25 May 2012 (reblogged from wormulus)
A repeated photographing/filtering of the same image breaks down in recursion. Instagram Sierra filter.
7 May 2012 (reblogged from unypl)
“A Good School” by Richard Yates
How did I miss this: The Underground New York Public Library
(Description: Four people, on the subway in New York, one reading a newspaper, another reading the aforementioned book.)
3 May 2012 (reblogged from barackobama)
The best campaign counter-attack video I HAVE EVER SEEN. Obama 2012
”So we’re going to call their BS when we see it and we need your help to call them on it too and set the record straight. So share this, tweet it, facebook it, I keep hearing about tumblr and whatever that is…please use that too. Thank you.”
-Stephanie Cutter / Deputy Campaign Manager at Obama for America.
And a Tumblr shout-out.
(Transcript available on the YouTube page.)
I’m fascinated by this approach, though I’m not sure who would be taken in by the smokescreen of the Obama campaign’s claiming to speak the truth about US government actions but then failing to cite sources. But then again the video seems to be replacing the idea of sources with this effect of showing increasingly zoomed-in Google Maps views of locations within the US. It’s as if they want to say, here are the US businesses in question, now go find the data yourself or just trust us.
And then there’s the humorous mention of Tumblr, as though the deputy campaign manager can’t be bothered to learn what Tumblr is before endorsing its use. (This reblog of course comes by way of the Obama campaign’s official Tumblr.) The social-media name-dropping and the “you guys” make this seem as though it’s aimed at young adults already in the Obama camp. I guess the hope is that as the video does get shared, it will make it to less-supportive friends and family.

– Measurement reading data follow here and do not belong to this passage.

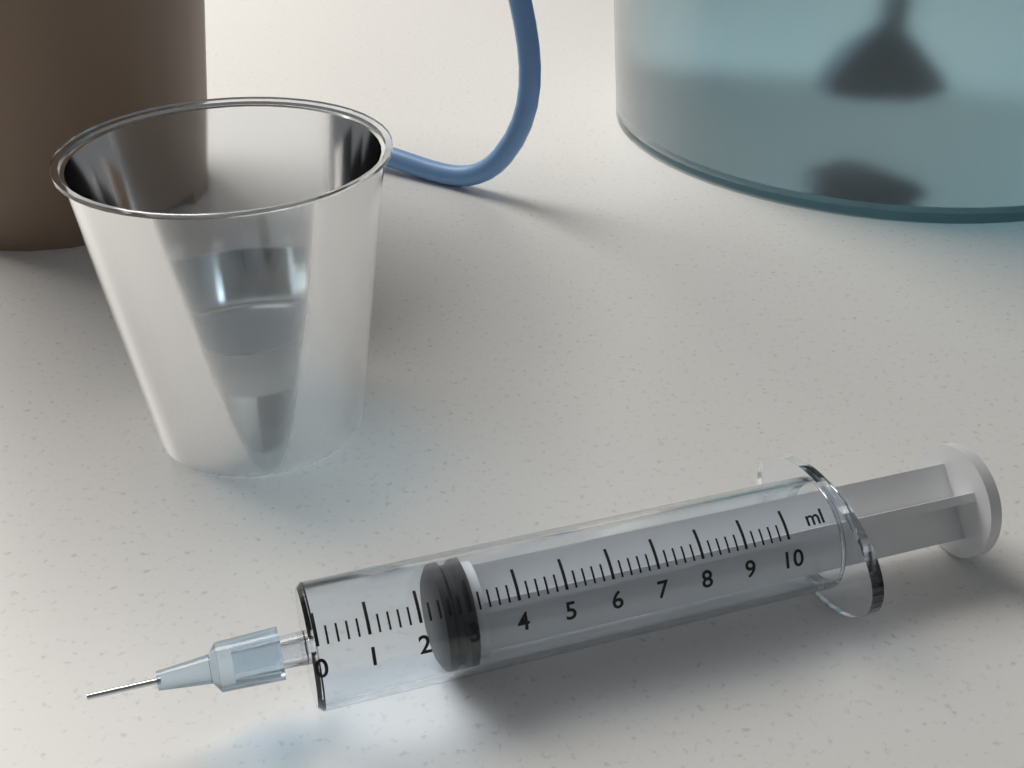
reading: 2.4 ml
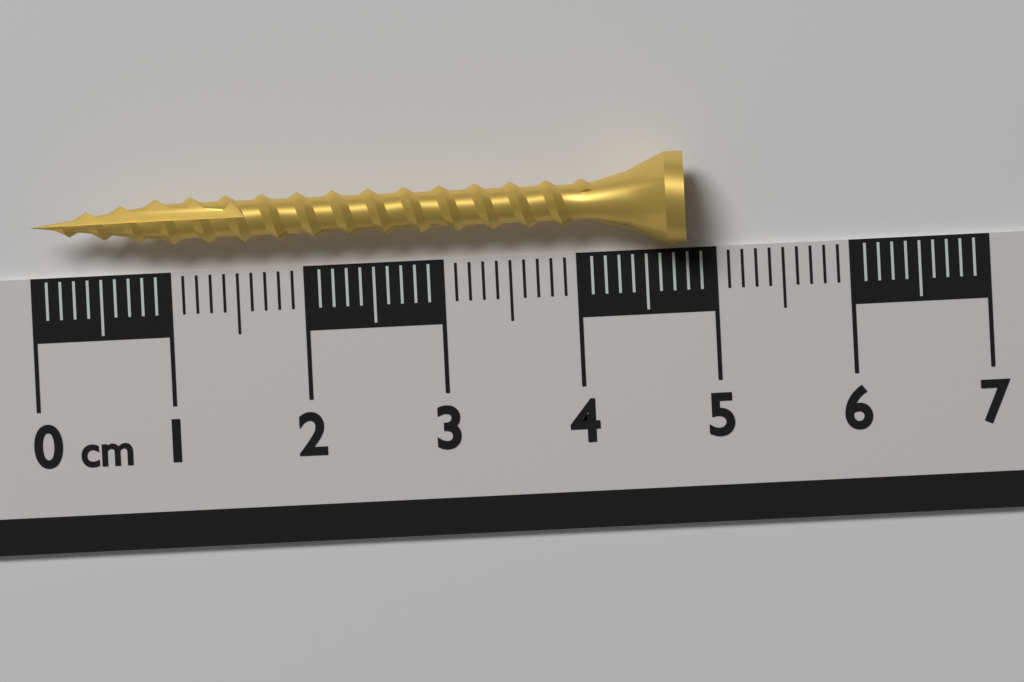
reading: 4.8 cm
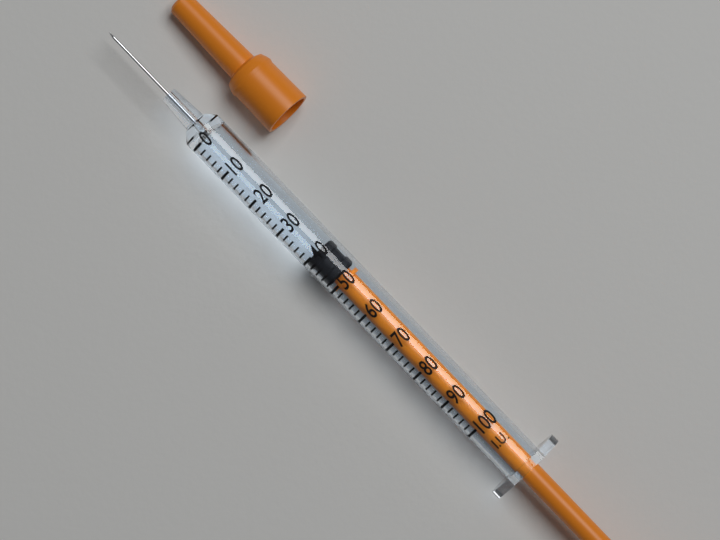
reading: 40 I.U.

I’m not interested in the claims made here themselves—again, I would rather see data from an independent source, and I’m not impressed by either candidate—but this as a marketing tool, a media product, is really interesting.
(Image: Handbook of action research.)
In which I leap from a speeding convertible onto a moving bus to interview the passengers about their experiences with their gender and sexual identities on the internet.

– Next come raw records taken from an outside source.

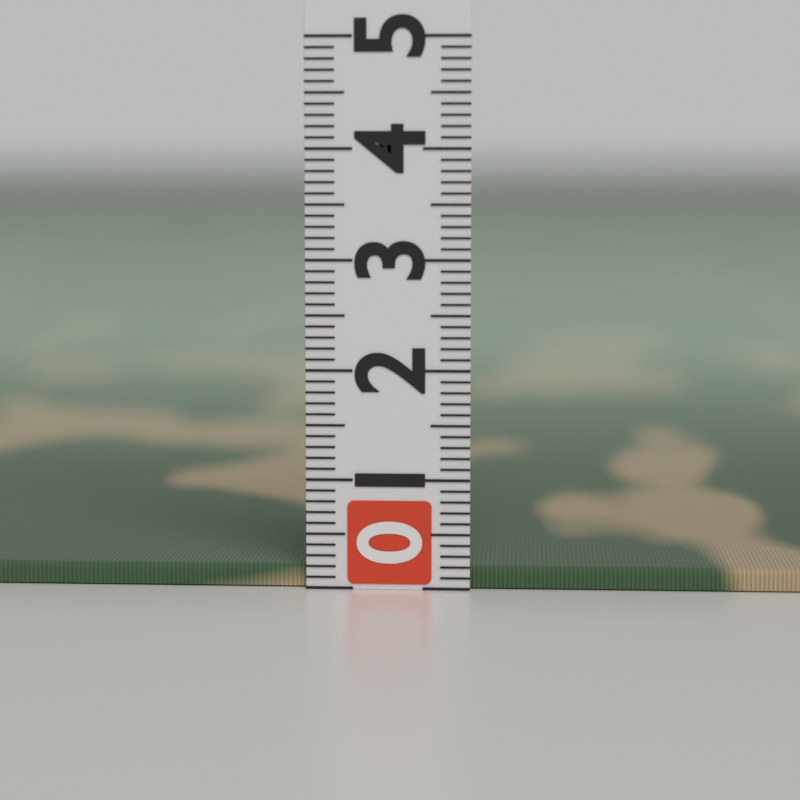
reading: 0.2 (no unit)
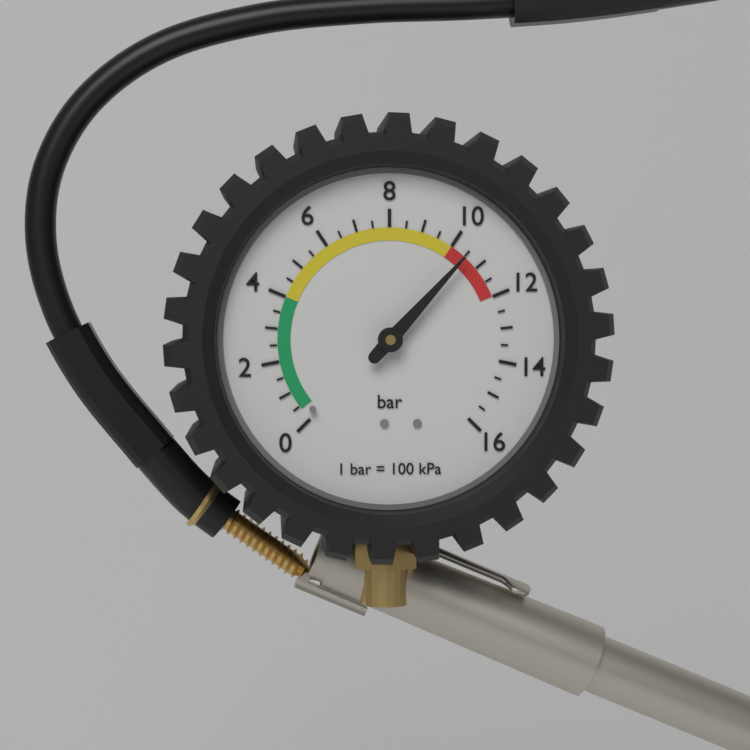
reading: 10.5 bar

24 Apr 2012 (reblogged from agamble)
24 Apr 2012: Help with my thesis?
I’m trying to get the word out about a survey for my thesis. I’ve mentioned the thesis on Tumblr before: it’s tentatively being called The internet and social change for people of diverse gender identities and sexual identities. The official page for the project is davidamrock.com/thesis.
Now I’ve posted a 20-question survey online to try and get more info about people of all different gender identities and sexual identities, of as many different ages and backgrounds with in the US as I can. I’m trying to learn more about how people of different gender identities and sexualities feel about the media and about expressing themselves online. If anyone has a minute to fill out the survey, I’d really appreciate it.

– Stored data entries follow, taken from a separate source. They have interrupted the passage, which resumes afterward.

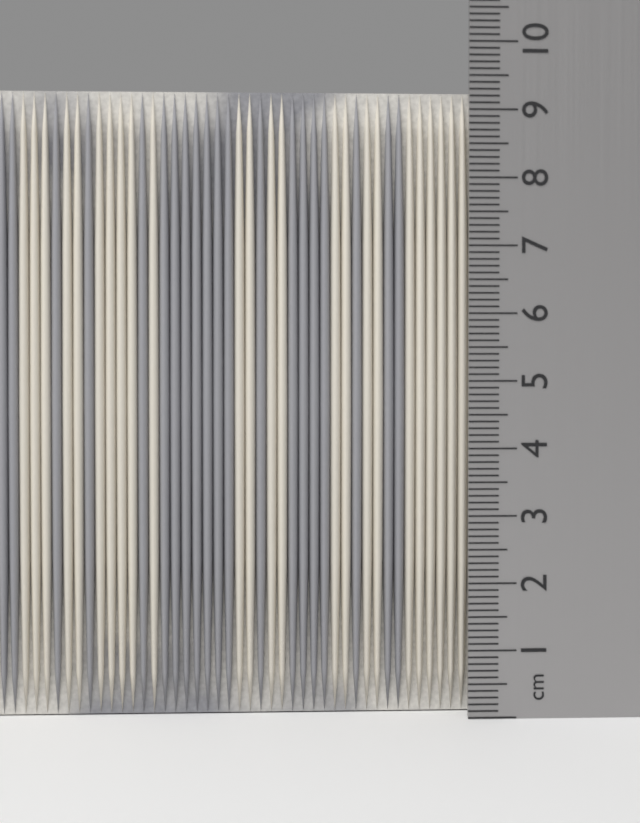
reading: 9.3 cm
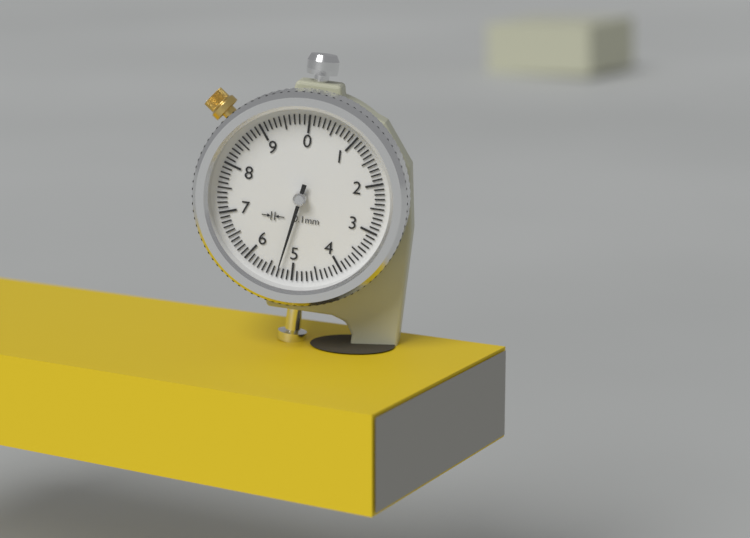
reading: 5.3 mm
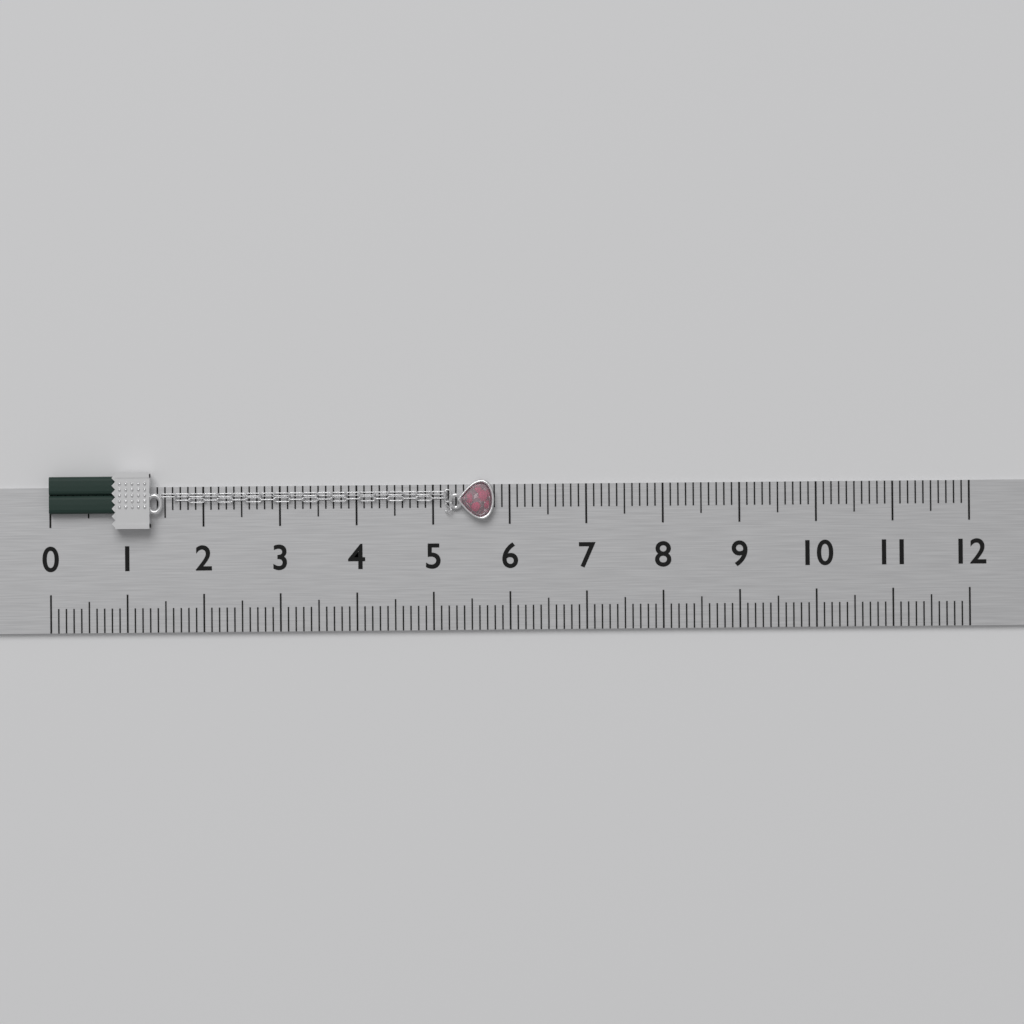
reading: 5.8 (no unit)
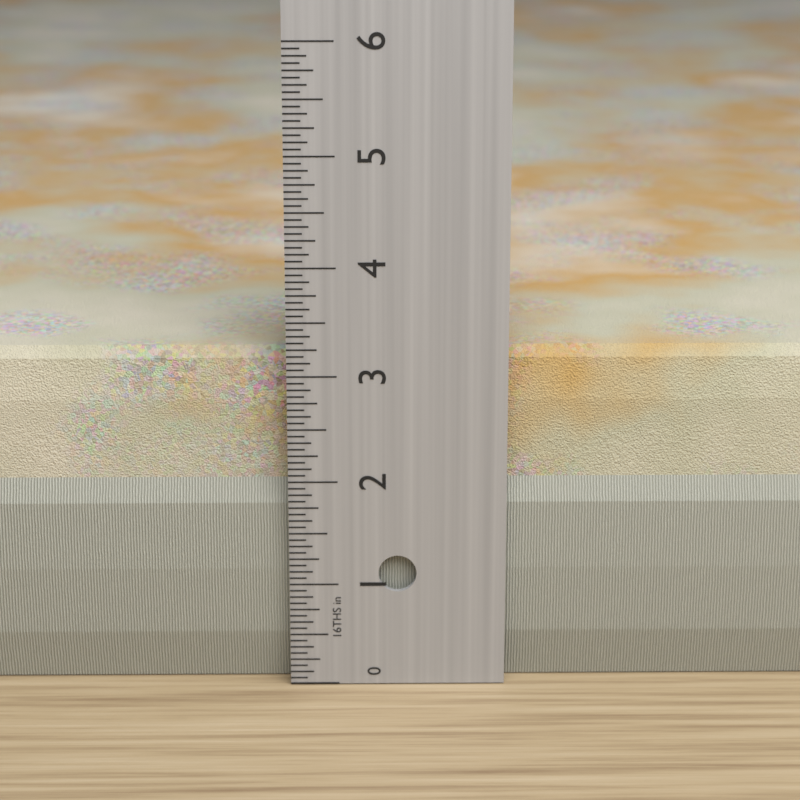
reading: 3.1875 in
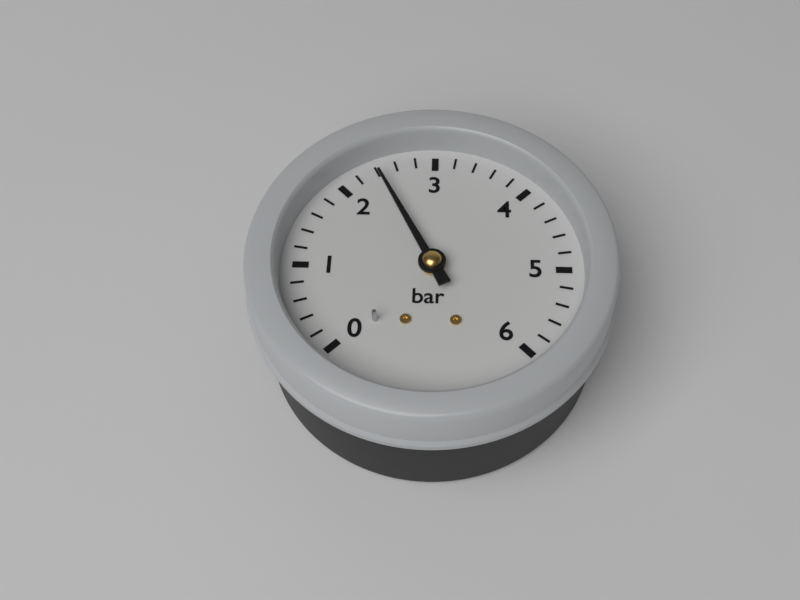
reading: 2.4 bar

Also, since the thesis itself involves cataloguing people’s personal stories, I’m looking for contributors to share stories about their lives. If the idea of this interests you and you’d like to share something, please let me know. My contact info is on that thesis page.
Thanks to all!
I let it go… because at that point I would’ve become an asshole for “derailing the conversation” and making it about gender. but honestly? I think that these are exactly the kinds of situations in which we need to examine how we are propagating gender-normative behavior in the things we design and build.
YES.
23 Apr 2012 (reblogged from savasavasava)
[“110 tabs open: Not sure where the sound is coming from.”]
yeah. me. all the time.
this is my life every day
GPOY.
I may have reblogged this before, but I don’t care. It’s truer than ever before.
(Source: world-shaker)
22 Apr 2012 (reblogged from globalvoices)
Zainab Alkhawaja pictured here protesting alone on April 21, 2012 outside the Financial Harbor in Manama, Bahrain. Her father, Abdulhadi Alkhawaja, is a prominent human rights activist, on hunger strike in prison.
(Image by @Kareemasaeed)
Poster by the Paris-based design firm Vier5, for an exhibition called “Exposition.”
From their site:
The work of Vier5 is based on a classical notion of design.
Design as the possibility of drafting and creating new, forward-looking images in the field of visual communication.
Though I am generally weary of traditional poster formats, I guess you could read the traditional poster here as a restraint inside which the designer must focus on the newness of the visual. And I think that in 2012, the concept of a “new” visual is a bold one.
Also it’s good that they make their own type. I wish I saw more designers doing that.